Single Photon Teleportation

In April of this year, a team of scientists from the University of Illinois Urbana-Champaign achieved quantum teleportation using an indium-gallium-phosphide nanophotonic platform. Unlike classical communication, where information moves from A to B, quantum teleportation allows information to magically appear at B without ever traveling there. This works using entanglement. Yes, that mysterious Einstein-approved trick where two particles become mysteriously linked, no matter how far apart.
What made this breakthrough stand out wasn’t just that they did it, it’s that they did it on a chip. That means scalability, miniaturization, and potential integration with existing tech, all things needed to make teleportation more than a party trick. The research signals that we may one day build quantum circuits the same way we build classical ones: using photonic chips that relay not electricity, but entangled light.

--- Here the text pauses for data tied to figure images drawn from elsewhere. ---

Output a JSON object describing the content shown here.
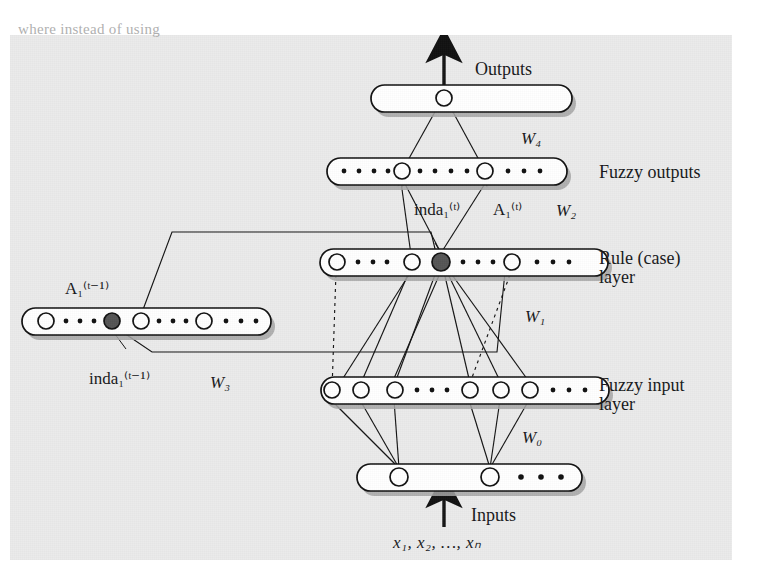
{
  "page": {
    "cropped_text_above_figure": "where instead of using"
  },
  "figure": {
    "background_color": "#ebebeb",
    "node_fill": "#ffffff",
    "node_stroke": "#1a1a1a",
    "highlight_node_fill": "#555555",
    "capsule_fill": "#ffffff",
    "capsule_stroke": "#1a1a1a",
    "shadow_color": "#9a9a9a"
  },
  "labels": {
    "outputs": "Outputs",
    "inputs": "Inputs",
    "input_vector": "x₁, x₂, …, xₙ",
    "fuzzy_outputs": "Fuzzy outputs",
    "rule_case_layer_line1": "Rule (case)",
    "rule_case_layer_line2": "layer",
    "fuzzy_input_layer_line1": "Fuzzy input",
    "fuzzy_input_layer_line2": "layer",
    "w0": "W₀",
    "w1": "W₁",
    "w2": "W₂",
    "w3": "W₃",
    "w4": "W₄",
    "inda_t": "inda₁⁽ᵗ⁾",
    "a_t": "A₁⁽ᵗ⁾",
    "inda_t_minus_1": "inda₁⁽ᵗ⁻¹⁾",
    "a_t_minus_1": "A₁⁽ᵗ⁻¹⁾"
  },
  "layers": [
    {
      "name": "output-layer",
      "label": "Outputs",
      "capsule": {
        "x": 371,
        "y": 85,
        "w": 201,
        "h": 27
      },
      "nodes": [
        {
          "cx": 444,
          "cy": 98,
          "r": 8,
          "filled": false
        }
      ],
      "trailing_dots": 0
    },
    {
      "name": "fuzzy-output-layer",
      "label": "Fuzzy outputs",
      "capsule": {
        "x": 327,
        "y": 158,
        "w": 240,
        "h": 27
      },
      "nodes": [
        {
          "cx": 402,
          "cy": 171,
          "r": 8,
          "filled": false
        },
        {
          "cx": 485,
          "cy": 171,
          "r": 8,
          "filled": false
        }
      ],
      "leading_dots": 4,
      "middle_dots": 4,
      "trailing_dots": 3
    },
    {
      "name": "rule-case-layer",
      "label": "Rule (case) layer",
      "capsule": {
        "x": 320,
        "y": 249,
        "w": 288,
        "h": 27
      },
      "nodes": [
        {
          "cx": 337,
          "cy": 262,
          "r": 8,
          "filled": false
        },
        {
          "cx": 412,
          "cy": 262,
          "r": 8,
          "filled": false
        },
        {
          "cx": 441,
          "cy": 262,
          "r": 9,
          "filled": true
        },
        {
          "cx": 512,
          "cy": 262,
          "r": 8,
          "filled": false
        }
      ],
      "dots_groups": [
        4,
        4,
        3
      ]
    },
    {
      "name": "previous-rule-layer",
      "label": "A₁⁽ᵗ⁻¹⁾",
      "capsule": {
        "x": 22,
        "y": 308,
        "w": 249,
        "h": 27
      },
      "nodes": [
        {
          "cx": 46,
          "cy": 321,
          "r": 8,
          "filled": false
        },
        {
          "cx": 112,
          "cy": 321,
          "r": 8,
          "filled": true
        },
        {
          "cx": 141,
          "cy": 321,
          "r": 8,
          "filled": false
        },
        {
          "cx": 204,
          "cy": 321,
          "r": 8,
          "filled": false
        }
      ],
      "dots_groups": [
        4,
        4,
        3
      ]
    },
    {
      "name": "fuzzy-input-layer",
      "label": "Fuzzy input layer",
      "capsule": {
        "x": 321,
        "y": 377,
        "w": 288,
        "h": 27
      },
      "nodes": [
        {
          "cx": 332,
          "cy": 390,
          "r": 8,
          "filled": false
        },
        {
          "cx": 361,
          "cy": 390,
          "r": 8,
          "filled": false
        },
        {
          "cx": 395,
          "cy": 390,
          "r": 8,
          "filled": false
        },
        {
          "cx": 470,
          "cy": 390,
          "r": 8,
          "filled": false
        },
        {
          "cx": 501,
          "cy": 390,
          "r": 8,
          "filled": false
        },
        {
          "cx": 530,
          "cy": 390,
          "r": 8,
          "filled": false
        }
      ],
      "middle_dots": 4,
      "trailing_dots": 3
    },
    {
      "name": "input-layer",
      "label": "Inputs",
      "capsule": {
        "x": 357,
        "y": 464,
        "w": 225,
        "h": 27
      },
      "nodes": [
        {
          "cx": 399,
          "cy": 477,
          "r": 9,
          "filled": false
        },
        {
          "cx": 490,
          "cy": 477,
          "r": 9,
          "filled": false
        }
      ],
      "trailing_dots": 3
    }
  ],
  "weights": [
    {
      "name": "W₀",
      "between": "input-layer → fuzzy-input-layer"
    },
    {
      "name": "W₁",
      "between": "fuzzy-input-layer → rule-case-layer"
    },
    {
      "name": "W₂",
      "between": "rule-case-layer → fuzzy-output-layer"
    },
    {
      "name": "W₃",
      "between": "previous-rule-layer feedback"
    },
    {
      "name": "W₄",
      "between": "fuzzy-output-layer → output-layer"
    }
  ]
}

More importantly, this isn’t happening in a vacuum. Quantum communication has always suffered from the challenge of preserving delicate quantum states. Photons are a natural choice for long-distance quantum messaging, but getting them to behave under tight control has been a struggle. That’s where this new chip-based teleportation changes the game.
It not only simplifies the experimental setup but also increases the stability of the process. We’re talking teleportation happening on demand, repeatably, on a platform that could be integrated with existing fiber-optic networks. This breakthrough helps address the “first mile” problem in quantum communication, how to take quantum information generated in one part of a system and move it accurately without breaking the fragile entanglement.
With the ability to teleport photon states reliably on chips, the door is open to modular, scalable quantum devices, and maybe even the beginnings of quantum repeaters, the routers of tomorrow’s internet.
The Internet of the Future
These three breakthroughs, clickbait aside, are quietly laying the groundwork for the real quantum internet. First, the Northwestern team showed that teleporting quantum states can happen over regular internet cables, the kind already running beneath our cities. Then, in February 2025, Oxford’s researchers went further, using teleportation to actually run a logic gate between two separate quantum processors, not just sending information, but doing something with it.
And in April, the team at Illinois managed to teleport a single photon’s state using a photonic chip, shrinking the whole setup into something that could eventually be mass-produced. One tackles infrastructure, another handles computation, and the third brings everything down to size. For countries like India, under the National Quantum Mission, this isn’t just fascinating science, it’s a clear roadmap. The infrastructure is starting to take shape.